Al was correct about 'pushing' with Diafine, but I think a little more explanation might be in order...
The term 'push processing' simply means over-developing the film. By the same token, 'pull processing' is under-developing the film.
Most developers continue to develop the film until they are stopped from doing so, by stop bath or fix. They just keep on keepin' on, until you make them quit it.
This is good. It lets us under-expose and over-develop and get more-or-less properly-exposed negatives. Yay, us.
Diafine is NOT a push processing developer. It does NOT keep on keepin' on if you leave the film in it for too long. That is because Diafine is a two-part developer that 'develops to exhaustion'. The Part A developer seeps into the spongy emulsion like a sponge absorbs water, and when you pour the Part A out, the part that got sucked in to the film stays there. The Part B developer then attacks the film and doing its thing, but only as long as there is Part A for it to rub up against. When the Part A left in the 'spongy' gelatin emulsion is gone, it stops working. That is what we mean by 'to exhaustion'.
Diafine does not 'push' Tri-X to ISO 1200 and beyond. It has that effect, yes. But it is not a push. That is the normal speed of Tri-X in Diafine, that's all.
What that means in terms of Jack's original question is this - if you shoot Tri-X at EI 400 and process it in Diafine, you get very thick negatives, as Al said. They might be usable, especially if scanned with a dedicated film scanner.
Diafine is pretty forgiving, I've found. I don't make a habit of it, but if I find myself trying to get the last few shots of a roll in dying light and I've been exposing at EI 1200, instead of decreasing my shutter speed beyond what I can reasonably hand-hold, I'll just rate the last few frames at EI 1600 or even higher and I usually get something I can use in Diafine. I would not do that with Tri-X pushed to differing speeds on the same roll in any other developer.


## Task to complete
Return every record below exactly as given.

Referring expression grounding data
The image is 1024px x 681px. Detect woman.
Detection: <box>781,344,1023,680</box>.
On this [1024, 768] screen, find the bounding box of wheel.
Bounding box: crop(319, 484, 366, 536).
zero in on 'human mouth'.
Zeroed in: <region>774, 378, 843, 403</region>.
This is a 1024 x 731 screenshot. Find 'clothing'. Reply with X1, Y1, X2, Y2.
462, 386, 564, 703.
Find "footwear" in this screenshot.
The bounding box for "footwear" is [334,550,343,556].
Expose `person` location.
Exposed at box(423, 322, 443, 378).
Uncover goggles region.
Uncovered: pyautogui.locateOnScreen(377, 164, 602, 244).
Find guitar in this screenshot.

## Finished exercise
The image is 1024px x 681px. Detect woman.
Detection: <box>781,344,1023,680</box>.
On this [1024, 768] screen, find the bounding box of wheel.
Bounding box: crop(319, 484, 366, 536).
zero in on 'human mouth'.
Zeroed in: <region>774, 378, 843, 403</region>.
This is a 1024 x 731 screenshot. Find 'clothing'. Reply with X1, Y1, X2, Y2.
462, 386, 564, 703.
Find "footwear" in this screenshot.
The bounding box for "footwear" is [334,550,343,556].
Expose `person` location.
Exposed at box(423, 322, 443, 378).
Uncover goggles region.
Uncovered: pyautogui.locateOnScreen(377, 164, 602, 244).
Find guitar in this screenshot.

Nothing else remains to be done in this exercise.